The weekend culminates with a live remote
broadcast, hosted by radio personality John Ulett, Aug. 1, from
The Hard Rock Cafe. The multi-faceted celebration commences with
an invitation-only banquet posthumously honoring Sheldon "Shelley" Grafman,
who owned KSHE when the rock format was introduced. Soon after,
Grafman was credited with transforming it into a nationally known
rock powerhouse. His widow and sons are among the banquet guests.

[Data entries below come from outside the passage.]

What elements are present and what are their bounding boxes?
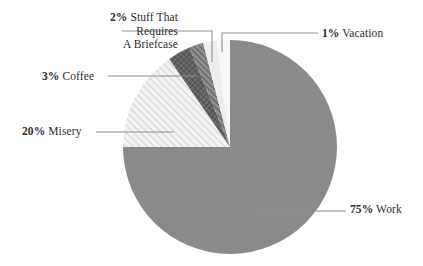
pie-slices <box>123 40 337 254</box>
pie-label-briefcase-name2: Requires <box>60 25 178 39</box>
pie-label-vacation-pct: 1% <box>322 27 339 39</box>
pie-label-briefcase: 2% Stuff That Requires A Briefcase <box>60 11 178 52</box>
pie-label-misery-name: Misery <box>48 125 81 137</box>
pie-label-vacation: 1% Vacation <box>322 27 383 41</box>
pie-chart: 2% Stuff That Requires A Briefcase 1% Va… <box>0 0 423 266</box>
pie-label-briefcase-line1: 2% Stuff That <box>60 11 178 25</box>
pie-label-coffee-name: Coffee <box>62 70 94 82</box>
pie-label-briefcase-name3: A Briefcase <box>60 38 178 52</box>
pie-label-work-pct: 75% <box>350 203 373 215</box>
pie-label-briefcase-name1: Stuff That <box>130 11 178 23</box>
pie-label-work: 75% Work <box>350 203 402 217</box>
pie-label-misery-pct: 20% <box>22 125 45 137</box>
pie-label-briefcase-pct: 2% <box>110 11 127 23</box>
pie-label-vacation-name: Vacation <box>342 27 383 39</box>
pie-label-work-name: Work <box>376 203 402 215</box>
pie-label-misery: 20% Misery <box>22 125 81 139</box>
pie-label-coffee: 3% Coffee <box>42 70 94 84</box>
pie-label-coffee-pct: 3% <box>42 70 59 82</box>
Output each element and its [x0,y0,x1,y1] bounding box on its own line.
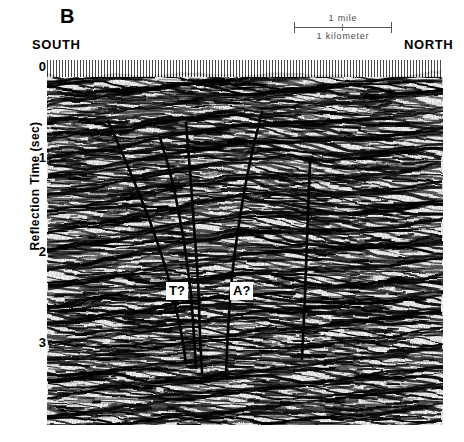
seismic-section: T? A? [47,60,443,425]
panel-letter: B [60,6,74,26]
scale-bar-kilometer-label: 1 kilometer [294,32,392,41]
y-axis-title: Reflection Time (sec) [29,106,41,266]
scale-bar: 1 mile 1 kilometer [294,12,392,44]
seismic-figure: B SOUTH NORTH 1 mile 1 kilometer Reflect… [0,0,464,442]
y-tick-label-2: 2 [18,245,46,258]
fault-trace-fault-4 [226,112,262,377]
y-tick-label-1: 1 [18,151,46,164]
y-tick-label-0: 0 [18,60,46,73]
scale-bar-mile-label: 1 mile [294,14,392,23]
direction-label-south: SOUTH [32,38,81,51]
fault-lines [47,60,443,425]
fault-annotation-layer: T? A? [47,60,443,425]
fault-label-a: A? [230,282,253,300]
fault-label-t: T? [166,282,188,300]
scale-bar-mid-tick [342,24,343,31]
scale-bar-line [294,27,392,28]
fault-trace-fault-1 [108,121,186,364]
direction-label-north: NORTH [404,38,453,51]
y-tick-label-3: 3 [18,336,46,349]
fault-trace-fault-5 [302,162,310,359]
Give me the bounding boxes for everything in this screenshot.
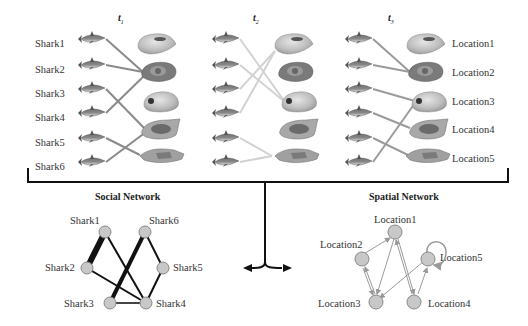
t3-links [373,39,415,162]
arrow-left-icon [243,264,252,272]
shark-icons-t1 [78,31,105,167]
t2-links [240,39,285,162]
arrow-right-icon [283,264,292,272]
diagram-graphics [0,0,528,326]
shark-icons-t3 [345,31,372,167]
shark-icons-t2 [212,31,239,167]
brace [28,168,508,268]
figure: t1 t2 t3 Shark1 Shark2 Shark3 Shark4 Sha… [0,0,528,326]
social-network-edges [87,232,163,303]
location-icons-t1 [138,34,184,163]
spatial-network-edges [362,238,427,298]
location-icons-t3 [406,34,450,163]
t1-links [106,39,146,162]
spatial-network-nodes [355,225,435,309]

Absher dialed in to the reunion idea as a result of discussions
that co-authors Sam Kaiser and John Neiman had with him as part
of the research the two have been doing for a historical opus they’re
writing, Real Rock Radio....The Long Strange Trip of KSHE 95. They
began working on it in mid-2003, and are currently in talks with
several publishers.
Kaiser, a former St. Louis DJ who had worked
at KSHE, as well as its competitor, recalls, "We were accessing
so many KSHE staffers that nobody had been in contact with for
years, it was turning into old home week. This reunion that Frank
is putting together puts everybody in one spot, hopefully with
a lot of memorabilia and physical material that will greatly add
to this book.
"We could write a dry, crackly timeline," Kaiser
continues, "but
we’re delving deeply into the KSHE characters. You couldn’t
dream up a more interesting, eccentric, wild, hysterical, wonderfully
creative and talented group of characters than the people that
have worked at this radio station over nearly four decades. KSHE
has had an enormous impact on several generations within St. Louis,
and I think, nationwide, as well, as a seminal progressive rock
station and what was really happening and how it precipitated many
cultural changes. KSHE greatly accelerated that cultural explosion;
it was a gathering point."
Absher observes, "We’re
talking about a time that doesn’t
exist anymore and probably never will, and that’s a time
when radio was very important to the listeners. They were actively
involved in the radio station, but also the individual announcers;
you felt as though you knew them. They were live in the studio
and you felt as if they were talking to you. Most of the time nowadays,
that’s not the case. With new technology, announcers are
in a computer, and are nothing more than the deliverer of the audience
so the commercials can be sold."
KSHE and St. Louis are very
much on the same frequency – practically
synonymous, in fact, making the reunion a citywide event.
Absher,
a longtime news reporter with a KSHE competitor, explains, "The
listeners took ownership of KSHE. They felt that this was their
radio station and that the music was being played for them. They
invested themselves in the station as much as the station reached
out to them. KSHE is one of the few radio stations that still works
toward the active radio listener by being actively involved in
the music scene, promoting the bands coming through, and promoting
the station, as well."
Still rockin’ after all these
years, KSHE deserves a party weekend.